The Trump administration, which has declared a global trade war on China as a central pillar of its agenda, is actively preparing for a “hot war” with the world’s most populous country. China’s gross domestic product has already surpassed that of the United States when measured by purchasing power parity, intensifying the strategic fears of the American ruling class.

Trump’s plan to annex Canada, Greenland, the Panama Canal and Gaza as American territories must be understood within this context. These regions encompass strategic global trade chokepoints — the Panama Canal, the Red Sea and Gulf of Hormuz and the Northern Sea Route — and their seizure is part of a broader strategy to enforce American imperialist hegemony.

Eighty years after the exposure of the Nazi regime’s crimes, the most horrific atrocities associated with fascism are being normalized once again. This is clear above all in the Gaza genocide, which is part of an escalating war throughout the region. The imperialist powers — having pledged to forge a “new Middle East” under their domination — are not only complicit in but are overseeing the genocidal campaign by the Israeli state against the Palestinian people.

According to official figures, more than 50,000 Palestinians have been killed since October 7, 2023, though the true death toll is likely nearing 100,000. Gaza has been systematically starved, with no food, water or fuel allowed to enter for over two months. At least 10,000 people are suffering from acute malnutrition.

The escalating global war is being spearheaded by American imperialism, now under the direction of Trump, but every imperialist power is rapidly rearming. Global military spending surged to $2.7 trillion last year, the highest level ever recorded since figures began in 1988.

Among the largest percentage increases in military spending came from Germany and Japan. Germany’s military expenditure surged to $88.5 billion in 2024, making it the fourth-largest in the world and the highest in Europe. This is a 28 percent increase from 2023 and an 89 percent increase since 2015.

The new German government, supported by all parties in parliament, is led by Friedrich Merz. It is now preparing to drive military spending to astronomical heights. A €500 billion special fund has been earmarked to make Germany’s infrastructure fit for war.

Japan increased its military spending by 21 percent in 2024, allocating the highest share of national expenditure to the military since 1958.

The feverish rearmament by the imperialist powers is being carried out under the banner of “national defense.” But behind this slogan lie the brutal interests of capitalist ruling classes confronting irreconcilable contradictions.

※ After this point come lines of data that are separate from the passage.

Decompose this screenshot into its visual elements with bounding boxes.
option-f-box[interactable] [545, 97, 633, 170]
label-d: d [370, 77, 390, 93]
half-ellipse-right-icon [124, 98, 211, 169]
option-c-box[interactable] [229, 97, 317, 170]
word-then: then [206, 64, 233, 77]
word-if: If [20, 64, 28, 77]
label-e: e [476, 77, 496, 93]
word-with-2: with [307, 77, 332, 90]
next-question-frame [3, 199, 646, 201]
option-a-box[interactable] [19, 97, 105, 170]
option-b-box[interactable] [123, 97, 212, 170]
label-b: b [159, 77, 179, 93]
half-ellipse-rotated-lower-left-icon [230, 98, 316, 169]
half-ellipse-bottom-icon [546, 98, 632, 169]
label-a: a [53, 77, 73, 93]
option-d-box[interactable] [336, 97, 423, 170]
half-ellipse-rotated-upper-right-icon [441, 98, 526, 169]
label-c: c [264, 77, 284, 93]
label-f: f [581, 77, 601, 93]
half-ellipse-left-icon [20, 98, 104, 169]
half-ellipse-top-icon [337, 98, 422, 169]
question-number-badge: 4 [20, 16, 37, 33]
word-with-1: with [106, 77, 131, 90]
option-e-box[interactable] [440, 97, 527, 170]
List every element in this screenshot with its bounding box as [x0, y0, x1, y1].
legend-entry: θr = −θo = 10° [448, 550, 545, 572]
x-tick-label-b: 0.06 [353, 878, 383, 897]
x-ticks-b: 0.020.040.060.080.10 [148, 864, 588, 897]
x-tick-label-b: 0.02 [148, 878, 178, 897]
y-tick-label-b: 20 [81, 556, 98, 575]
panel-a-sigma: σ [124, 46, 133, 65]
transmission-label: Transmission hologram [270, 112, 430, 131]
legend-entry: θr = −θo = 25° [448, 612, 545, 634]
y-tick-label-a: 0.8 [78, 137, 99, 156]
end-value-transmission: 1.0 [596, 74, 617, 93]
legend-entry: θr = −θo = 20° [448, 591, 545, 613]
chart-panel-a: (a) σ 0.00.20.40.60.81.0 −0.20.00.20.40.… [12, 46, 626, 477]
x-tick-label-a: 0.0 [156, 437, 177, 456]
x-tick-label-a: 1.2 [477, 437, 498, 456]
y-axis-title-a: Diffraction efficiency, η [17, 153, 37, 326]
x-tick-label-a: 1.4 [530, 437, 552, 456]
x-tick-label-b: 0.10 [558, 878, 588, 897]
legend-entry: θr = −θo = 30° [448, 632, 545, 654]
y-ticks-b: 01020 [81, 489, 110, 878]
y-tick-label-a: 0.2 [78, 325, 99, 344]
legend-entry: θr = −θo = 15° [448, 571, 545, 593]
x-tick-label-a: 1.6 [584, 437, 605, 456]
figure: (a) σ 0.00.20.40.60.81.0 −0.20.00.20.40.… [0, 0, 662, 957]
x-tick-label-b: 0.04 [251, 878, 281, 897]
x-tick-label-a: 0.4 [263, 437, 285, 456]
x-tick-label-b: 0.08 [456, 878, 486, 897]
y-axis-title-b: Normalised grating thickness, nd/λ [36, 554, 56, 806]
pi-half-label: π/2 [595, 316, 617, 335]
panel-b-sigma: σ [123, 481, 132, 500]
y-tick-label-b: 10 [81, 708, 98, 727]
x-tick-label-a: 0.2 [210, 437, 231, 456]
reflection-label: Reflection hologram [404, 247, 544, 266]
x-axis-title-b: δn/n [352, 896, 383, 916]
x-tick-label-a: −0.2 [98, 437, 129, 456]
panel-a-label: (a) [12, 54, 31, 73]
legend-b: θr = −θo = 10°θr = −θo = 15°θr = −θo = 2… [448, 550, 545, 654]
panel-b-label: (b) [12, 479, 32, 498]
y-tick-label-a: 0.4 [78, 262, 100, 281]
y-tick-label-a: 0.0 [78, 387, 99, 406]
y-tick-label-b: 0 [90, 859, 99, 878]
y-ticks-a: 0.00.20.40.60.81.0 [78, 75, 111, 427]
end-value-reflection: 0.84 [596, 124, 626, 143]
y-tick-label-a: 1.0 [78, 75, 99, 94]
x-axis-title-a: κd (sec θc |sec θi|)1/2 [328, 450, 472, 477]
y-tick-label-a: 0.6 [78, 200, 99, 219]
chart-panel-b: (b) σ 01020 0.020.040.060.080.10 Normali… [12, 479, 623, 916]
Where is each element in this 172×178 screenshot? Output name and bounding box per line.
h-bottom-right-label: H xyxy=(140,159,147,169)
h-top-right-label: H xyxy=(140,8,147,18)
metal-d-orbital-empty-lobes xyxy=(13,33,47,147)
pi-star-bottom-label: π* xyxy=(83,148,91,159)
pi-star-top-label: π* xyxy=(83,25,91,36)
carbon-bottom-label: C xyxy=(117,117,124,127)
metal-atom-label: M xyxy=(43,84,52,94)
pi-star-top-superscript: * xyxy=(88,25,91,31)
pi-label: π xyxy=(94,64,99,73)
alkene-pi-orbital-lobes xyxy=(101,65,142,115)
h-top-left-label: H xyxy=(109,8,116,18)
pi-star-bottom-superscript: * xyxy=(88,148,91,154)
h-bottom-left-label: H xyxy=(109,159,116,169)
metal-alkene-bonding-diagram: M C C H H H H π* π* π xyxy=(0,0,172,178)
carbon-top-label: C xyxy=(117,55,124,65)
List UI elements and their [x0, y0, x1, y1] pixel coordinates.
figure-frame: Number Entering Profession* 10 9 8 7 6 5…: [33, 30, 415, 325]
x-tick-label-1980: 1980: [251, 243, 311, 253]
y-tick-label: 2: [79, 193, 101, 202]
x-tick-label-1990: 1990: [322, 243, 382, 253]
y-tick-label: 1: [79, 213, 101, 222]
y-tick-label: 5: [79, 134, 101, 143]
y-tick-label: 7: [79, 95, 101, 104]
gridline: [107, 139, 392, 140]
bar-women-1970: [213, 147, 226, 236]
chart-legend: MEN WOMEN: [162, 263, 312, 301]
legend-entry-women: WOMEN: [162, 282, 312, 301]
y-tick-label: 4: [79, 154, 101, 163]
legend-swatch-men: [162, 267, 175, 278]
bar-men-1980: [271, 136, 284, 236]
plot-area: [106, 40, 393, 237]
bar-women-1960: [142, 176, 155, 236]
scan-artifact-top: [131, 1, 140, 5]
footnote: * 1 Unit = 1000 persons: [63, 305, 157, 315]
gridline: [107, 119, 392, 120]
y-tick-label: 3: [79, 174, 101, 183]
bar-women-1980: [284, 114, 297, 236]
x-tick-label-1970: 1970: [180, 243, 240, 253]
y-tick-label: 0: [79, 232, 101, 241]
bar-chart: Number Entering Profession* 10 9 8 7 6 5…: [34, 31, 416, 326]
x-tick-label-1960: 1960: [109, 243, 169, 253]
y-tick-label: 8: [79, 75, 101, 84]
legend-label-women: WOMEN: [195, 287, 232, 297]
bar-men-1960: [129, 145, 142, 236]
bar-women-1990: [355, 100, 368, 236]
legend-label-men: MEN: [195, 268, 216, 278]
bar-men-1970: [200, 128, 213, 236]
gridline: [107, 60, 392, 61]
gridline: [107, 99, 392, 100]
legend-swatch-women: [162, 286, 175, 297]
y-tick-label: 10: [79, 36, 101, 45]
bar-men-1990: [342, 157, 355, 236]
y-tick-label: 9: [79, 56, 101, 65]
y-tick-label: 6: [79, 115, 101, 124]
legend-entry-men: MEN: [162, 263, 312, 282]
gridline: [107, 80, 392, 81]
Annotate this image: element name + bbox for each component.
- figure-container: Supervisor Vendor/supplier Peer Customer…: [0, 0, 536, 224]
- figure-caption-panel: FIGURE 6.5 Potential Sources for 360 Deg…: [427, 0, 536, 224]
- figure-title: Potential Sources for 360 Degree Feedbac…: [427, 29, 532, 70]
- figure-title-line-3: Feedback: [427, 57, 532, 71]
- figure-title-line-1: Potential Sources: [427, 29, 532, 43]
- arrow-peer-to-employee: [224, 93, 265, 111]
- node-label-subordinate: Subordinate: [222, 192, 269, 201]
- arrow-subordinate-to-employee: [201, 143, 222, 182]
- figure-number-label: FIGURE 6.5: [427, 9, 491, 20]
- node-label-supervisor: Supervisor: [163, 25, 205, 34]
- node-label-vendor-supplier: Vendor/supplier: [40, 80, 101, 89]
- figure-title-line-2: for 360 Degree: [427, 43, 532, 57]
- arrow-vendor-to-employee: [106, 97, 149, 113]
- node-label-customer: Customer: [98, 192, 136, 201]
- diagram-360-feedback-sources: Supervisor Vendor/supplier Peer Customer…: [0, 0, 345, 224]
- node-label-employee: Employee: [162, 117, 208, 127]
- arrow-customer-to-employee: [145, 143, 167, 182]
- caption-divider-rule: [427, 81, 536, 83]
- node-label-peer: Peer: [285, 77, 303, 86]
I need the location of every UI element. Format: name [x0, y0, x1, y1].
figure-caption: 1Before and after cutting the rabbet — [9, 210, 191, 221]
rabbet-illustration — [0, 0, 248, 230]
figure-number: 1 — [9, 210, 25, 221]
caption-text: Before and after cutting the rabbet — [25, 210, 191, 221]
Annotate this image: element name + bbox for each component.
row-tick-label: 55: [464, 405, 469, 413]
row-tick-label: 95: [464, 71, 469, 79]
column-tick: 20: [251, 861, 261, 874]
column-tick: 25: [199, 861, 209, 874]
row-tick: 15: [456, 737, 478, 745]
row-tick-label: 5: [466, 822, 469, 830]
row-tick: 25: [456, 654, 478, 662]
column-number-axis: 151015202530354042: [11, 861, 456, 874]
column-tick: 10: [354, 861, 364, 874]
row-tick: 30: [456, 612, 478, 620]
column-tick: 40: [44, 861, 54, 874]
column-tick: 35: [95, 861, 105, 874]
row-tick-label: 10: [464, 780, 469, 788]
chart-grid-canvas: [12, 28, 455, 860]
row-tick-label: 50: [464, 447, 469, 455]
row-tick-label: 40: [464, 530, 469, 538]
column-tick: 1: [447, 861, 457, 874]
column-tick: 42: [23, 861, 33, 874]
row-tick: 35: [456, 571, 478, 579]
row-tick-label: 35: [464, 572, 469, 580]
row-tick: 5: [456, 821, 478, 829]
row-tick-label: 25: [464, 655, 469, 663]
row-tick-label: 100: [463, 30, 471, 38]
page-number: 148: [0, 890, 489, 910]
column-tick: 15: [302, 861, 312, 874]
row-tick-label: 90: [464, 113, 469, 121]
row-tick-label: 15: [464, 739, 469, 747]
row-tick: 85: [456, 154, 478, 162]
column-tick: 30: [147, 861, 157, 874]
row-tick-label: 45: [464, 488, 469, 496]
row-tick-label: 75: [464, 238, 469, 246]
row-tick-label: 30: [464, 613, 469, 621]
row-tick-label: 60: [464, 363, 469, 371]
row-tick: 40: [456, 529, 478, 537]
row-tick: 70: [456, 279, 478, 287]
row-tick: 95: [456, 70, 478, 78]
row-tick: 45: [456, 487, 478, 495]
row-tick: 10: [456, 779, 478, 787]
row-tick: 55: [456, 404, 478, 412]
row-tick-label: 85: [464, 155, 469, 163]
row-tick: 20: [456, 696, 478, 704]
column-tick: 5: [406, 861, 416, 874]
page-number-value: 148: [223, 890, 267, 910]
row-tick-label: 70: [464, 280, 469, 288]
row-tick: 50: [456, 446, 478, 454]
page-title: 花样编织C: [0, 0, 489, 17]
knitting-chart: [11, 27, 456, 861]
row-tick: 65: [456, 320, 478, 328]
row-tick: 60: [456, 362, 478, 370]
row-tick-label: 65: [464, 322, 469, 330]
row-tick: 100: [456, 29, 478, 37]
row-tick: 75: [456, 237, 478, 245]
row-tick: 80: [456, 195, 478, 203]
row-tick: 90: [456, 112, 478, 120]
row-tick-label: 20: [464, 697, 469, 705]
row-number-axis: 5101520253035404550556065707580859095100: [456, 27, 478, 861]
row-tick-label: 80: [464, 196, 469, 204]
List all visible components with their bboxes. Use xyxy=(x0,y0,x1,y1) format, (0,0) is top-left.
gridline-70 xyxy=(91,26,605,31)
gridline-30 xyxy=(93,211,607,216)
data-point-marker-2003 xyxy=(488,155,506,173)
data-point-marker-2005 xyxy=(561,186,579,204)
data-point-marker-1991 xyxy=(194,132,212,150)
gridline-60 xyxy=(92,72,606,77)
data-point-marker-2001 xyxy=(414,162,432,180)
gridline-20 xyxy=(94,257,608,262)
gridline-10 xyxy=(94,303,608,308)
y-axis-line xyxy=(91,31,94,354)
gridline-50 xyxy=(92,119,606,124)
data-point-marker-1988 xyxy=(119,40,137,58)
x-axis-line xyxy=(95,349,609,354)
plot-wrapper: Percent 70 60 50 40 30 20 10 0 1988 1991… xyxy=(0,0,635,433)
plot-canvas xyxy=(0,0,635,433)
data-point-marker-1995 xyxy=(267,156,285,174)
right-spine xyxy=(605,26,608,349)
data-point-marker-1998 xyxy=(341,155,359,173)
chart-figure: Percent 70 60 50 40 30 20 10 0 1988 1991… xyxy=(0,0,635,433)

The contradictions of capitalism that gave rise to the Second World War were not resolved by the defeat of Nazi Germany. Though the post-war dominance of American imperialism temporarily suppressed direct conflict between the great powers, this unstable equilibrium began to unravel in the 1970s.

When large parts of the globe became accessible once again to capital with the dissolution of the Soviet Union, the old conflicts came to a head and have now assumed a new quality. These are the same contradictions that led to the two world wars.